COMPUTERLESS DAYS

Here are two photos of electronics at home.

The first is a gorgeous new MacBook Air, their smallest and cheapest priced version, but still expensive ($999). My old one, which I had for a decade or more, retired unexpectedly last week, thankfully leaving a hard disk with contents intact to be transferred into a new computer.

I heard from an independent repairman that Apple now makes computers to last 10 years. I had a choice of buying a refurbished one, but given what he said, and calculating how old I would be in 10 years, I decided to get a new one. Am glad I had the money to do this because I work on my computer every day of the week except in retreat times.

So here it is, a gorgeous red golden color, not the classic silver, weighing about 1-1/2 pounds so that you could take it in your bag, perfect for travel though I don’t travel so much anymore. At home it’s connected to a bigger screen providing relief for my eyes. It functions just like it looks—perfectly.

Not so the coffee machine. The handle on the steamer broke, so Lori attached a vise grip to it so that we could turn it 90 degrees to steam milk. The machine leaks inside, I tried to open up the back panel to see if I could fix it but couldn’t even unscrew the screws because they’re a special size I couldn’t find in hardware stores. Every morning I open up the bottom to throw out the water that has leaked underneath.

My housemate, Lori, who at first didn’t want to use the coffee machine, now teases me that she will leave when it breaks down completely. “Start packing,” she told Henry the Chihuahua when we first discovered the leak. But the machine still works, and Lori is still here.

We bought this DeLonghi model after Bernie’s stroke. There was a lot he couldn’t do after that, but he wanted to continue to make his own cappuccino though he only had the use of one hand. We got a machine that ground coffee, steamed milk, and made espresso all in one unit, something we never had before. I put some kind of container under the steam tube, and that way Bernie was able to put his coffee on it and press the steam button on. He was delighted, loved to show company what he could do.

It will be 7 years old soon, has served us well, but when it goes, I’ll go back to a more manual, hands-on coffeemaker, nothing as sophisticated as this.

Old and new, spic-and-span gorgeous and a machine requiring a prosthesis to keep on going. You get fond of the old ones that are more into mutuality: I’ll serve you if you serve me.

It was very interesting not to work on a computer for 5 days. I adapted quickly, decided to make the most of this surfeit of time. Did some cooking, dogging, housework, phones, but didn’t feel the pressure of having to do or complete work.

Something happened to time. I experienced the years after Bernie’s stroke as a daily race against time, trying to finish everything, not just my work but also what he needed to be properly cared for. Even before that, I experienced time as an enemy, never a friend, always coming up short, never giving me enough of itself.

On Saturday the Zen teacher Nancy Baker, in talking about non-stealing, said: “There are so many ways to steal. When you hurry, you steal from the future.” I felt she was talking directly to me.

When Bernie would ask me to go to dinner, I’d say, “Okay, let me quickly change my clothes and we’ll go,” and he’d invariably smile and reply: “You don’t have to do it quickly.”

In these five days without a computer, time became spacious and fluid, substanceless. There wasn’t just more of it, it also felt more circular, like the circle Aussie makes when she naps, curved on the sofa with her head by her paws. It wasn’t linear any longer, starting in the morning and ending in the evening.

I experienced what it was not to do. I studied, I read. Not the least bit productive. Stared into lots and lots of space, and it stared right back.

My red golden computer is starting a long life of doing, while the coffee machine with its ungainly mechanical limb is probably on its last legs, or next-to-last. Oddly, I don’t see them as opposites at all.

                        Donate to My Blog                      Donate to Immigrant Families

You can also send a check to: Eve Marko, POB 174, Montague, MA 01351. Please write on the memo line whether this is in support or immigrant families or of my blog. Thank you.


* **Exercise details**
The response must contain every line below in which "brace" appears.

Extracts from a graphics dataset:

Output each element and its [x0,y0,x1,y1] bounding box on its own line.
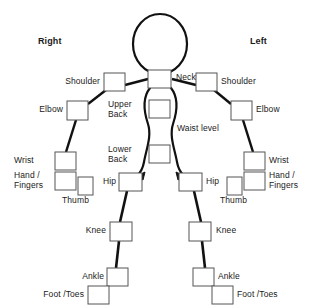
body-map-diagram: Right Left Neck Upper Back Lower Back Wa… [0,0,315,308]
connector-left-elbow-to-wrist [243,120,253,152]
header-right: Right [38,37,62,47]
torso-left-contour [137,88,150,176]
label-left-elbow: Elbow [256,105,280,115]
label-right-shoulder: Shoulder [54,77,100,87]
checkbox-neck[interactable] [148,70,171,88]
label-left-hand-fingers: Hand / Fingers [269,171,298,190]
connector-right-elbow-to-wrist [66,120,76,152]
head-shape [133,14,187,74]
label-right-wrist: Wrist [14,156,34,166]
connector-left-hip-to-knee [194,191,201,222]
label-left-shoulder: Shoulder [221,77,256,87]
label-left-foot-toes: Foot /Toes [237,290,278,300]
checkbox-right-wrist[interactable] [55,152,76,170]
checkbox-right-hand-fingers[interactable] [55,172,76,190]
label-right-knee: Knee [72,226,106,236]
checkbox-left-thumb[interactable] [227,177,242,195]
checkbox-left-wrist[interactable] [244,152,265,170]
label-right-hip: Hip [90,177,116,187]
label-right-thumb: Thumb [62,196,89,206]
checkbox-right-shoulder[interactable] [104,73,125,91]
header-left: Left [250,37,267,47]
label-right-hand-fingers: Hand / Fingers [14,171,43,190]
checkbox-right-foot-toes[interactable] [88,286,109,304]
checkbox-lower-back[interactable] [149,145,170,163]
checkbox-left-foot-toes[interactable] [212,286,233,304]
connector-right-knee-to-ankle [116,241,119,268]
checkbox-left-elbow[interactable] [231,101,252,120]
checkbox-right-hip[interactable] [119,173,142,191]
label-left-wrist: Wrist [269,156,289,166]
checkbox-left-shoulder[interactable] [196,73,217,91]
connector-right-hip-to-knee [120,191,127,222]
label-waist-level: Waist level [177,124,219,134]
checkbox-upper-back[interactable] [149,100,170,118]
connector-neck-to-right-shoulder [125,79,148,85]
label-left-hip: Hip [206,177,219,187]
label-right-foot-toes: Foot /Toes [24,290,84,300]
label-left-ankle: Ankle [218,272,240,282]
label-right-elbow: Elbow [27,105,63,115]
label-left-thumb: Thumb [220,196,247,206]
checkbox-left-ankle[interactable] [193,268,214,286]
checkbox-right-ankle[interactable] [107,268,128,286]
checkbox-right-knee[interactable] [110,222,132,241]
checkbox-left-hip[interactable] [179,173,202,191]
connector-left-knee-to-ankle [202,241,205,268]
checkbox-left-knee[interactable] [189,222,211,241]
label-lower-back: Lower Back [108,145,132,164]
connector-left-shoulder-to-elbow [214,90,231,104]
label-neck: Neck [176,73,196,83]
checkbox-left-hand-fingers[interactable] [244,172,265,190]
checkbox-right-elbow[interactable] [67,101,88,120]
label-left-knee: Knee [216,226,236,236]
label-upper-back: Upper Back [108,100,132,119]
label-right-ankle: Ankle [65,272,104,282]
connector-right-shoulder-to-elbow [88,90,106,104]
---
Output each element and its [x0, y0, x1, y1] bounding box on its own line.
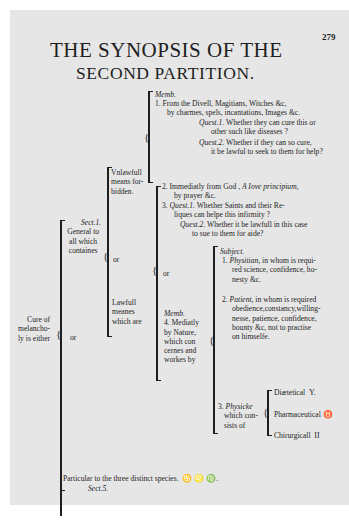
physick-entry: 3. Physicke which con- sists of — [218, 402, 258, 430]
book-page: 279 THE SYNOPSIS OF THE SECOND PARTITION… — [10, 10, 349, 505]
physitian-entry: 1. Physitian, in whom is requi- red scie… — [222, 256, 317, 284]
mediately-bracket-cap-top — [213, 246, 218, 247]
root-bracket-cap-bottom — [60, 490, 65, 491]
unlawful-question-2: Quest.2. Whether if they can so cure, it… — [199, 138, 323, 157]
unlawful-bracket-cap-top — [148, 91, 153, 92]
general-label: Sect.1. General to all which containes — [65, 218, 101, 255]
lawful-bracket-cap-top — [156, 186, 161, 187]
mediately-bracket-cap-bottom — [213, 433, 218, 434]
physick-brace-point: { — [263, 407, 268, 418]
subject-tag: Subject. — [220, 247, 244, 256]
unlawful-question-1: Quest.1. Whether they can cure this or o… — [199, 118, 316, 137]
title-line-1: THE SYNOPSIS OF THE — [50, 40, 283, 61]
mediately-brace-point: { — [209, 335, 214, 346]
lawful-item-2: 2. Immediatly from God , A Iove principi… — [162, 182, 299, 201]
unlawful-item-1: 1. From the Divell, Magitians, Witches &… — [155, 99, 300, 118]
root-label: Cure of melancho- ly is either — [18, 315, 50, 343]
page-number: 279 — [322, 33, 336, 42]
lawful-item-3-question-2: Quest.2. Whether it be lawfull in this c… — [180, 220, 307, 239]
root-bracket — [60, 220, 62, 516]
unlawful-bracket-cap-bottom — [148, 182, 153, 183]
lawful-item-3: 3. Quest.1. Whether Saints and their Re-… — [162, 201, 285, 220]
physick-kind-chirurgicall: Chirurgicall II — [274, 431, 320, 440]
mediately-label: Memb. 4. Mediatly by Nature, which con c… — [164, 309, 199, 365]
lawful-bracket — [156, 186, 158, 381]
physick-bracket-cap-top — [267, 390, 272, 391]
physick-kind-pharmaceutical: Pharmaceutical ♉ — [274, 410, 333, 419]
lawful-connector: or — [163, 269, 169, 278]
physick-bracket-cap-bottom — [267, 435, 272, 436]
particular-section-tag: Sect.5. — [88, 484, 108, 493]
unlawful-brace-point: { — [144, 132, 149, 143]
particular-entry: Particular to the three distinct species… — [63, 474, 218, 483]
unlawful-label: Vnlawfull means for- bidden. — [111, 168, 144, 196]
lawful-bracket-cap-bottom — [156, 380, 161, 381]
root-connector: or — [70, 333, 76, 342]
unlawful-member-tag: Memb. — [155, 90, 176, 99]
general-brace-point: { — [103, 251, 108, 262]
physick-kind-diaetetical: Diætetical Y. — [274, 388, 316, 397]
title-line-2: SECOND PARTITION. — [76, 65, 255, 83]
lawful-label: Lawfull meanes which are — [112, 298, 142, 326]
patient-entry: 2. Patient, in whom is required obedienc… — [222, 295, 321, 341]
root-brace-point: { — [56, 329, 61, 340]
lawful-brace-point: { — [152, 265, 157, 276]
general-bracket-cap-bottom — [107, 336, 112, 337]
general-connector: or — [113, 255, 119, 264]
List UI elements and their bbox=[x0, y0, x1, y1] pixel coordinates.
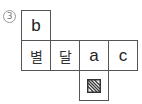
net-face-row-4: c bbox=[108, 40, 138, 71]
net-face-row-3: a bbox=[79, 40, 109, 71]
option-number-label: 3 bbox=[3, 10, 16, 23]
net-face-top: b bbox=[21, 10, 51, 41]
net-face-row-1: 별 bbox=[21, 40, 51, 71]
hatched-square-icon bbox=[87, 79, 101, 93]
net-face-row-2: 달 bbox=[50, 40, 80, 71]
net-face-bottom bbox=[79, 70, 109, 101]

* **Exercise answer**
physick-brace-point: { — [263, 407, 268, 418]
mediately-brace-point: { — [209, 335, 214, 346]
unlawful-brace-point: { — [144, 132, 149, 143]
general-brace-point: { — [103, 251, 108, 262]
root-brace-point: { — [56, 329, 61, 340]
lawful-brace-point: { — [152, 265, 157, 276]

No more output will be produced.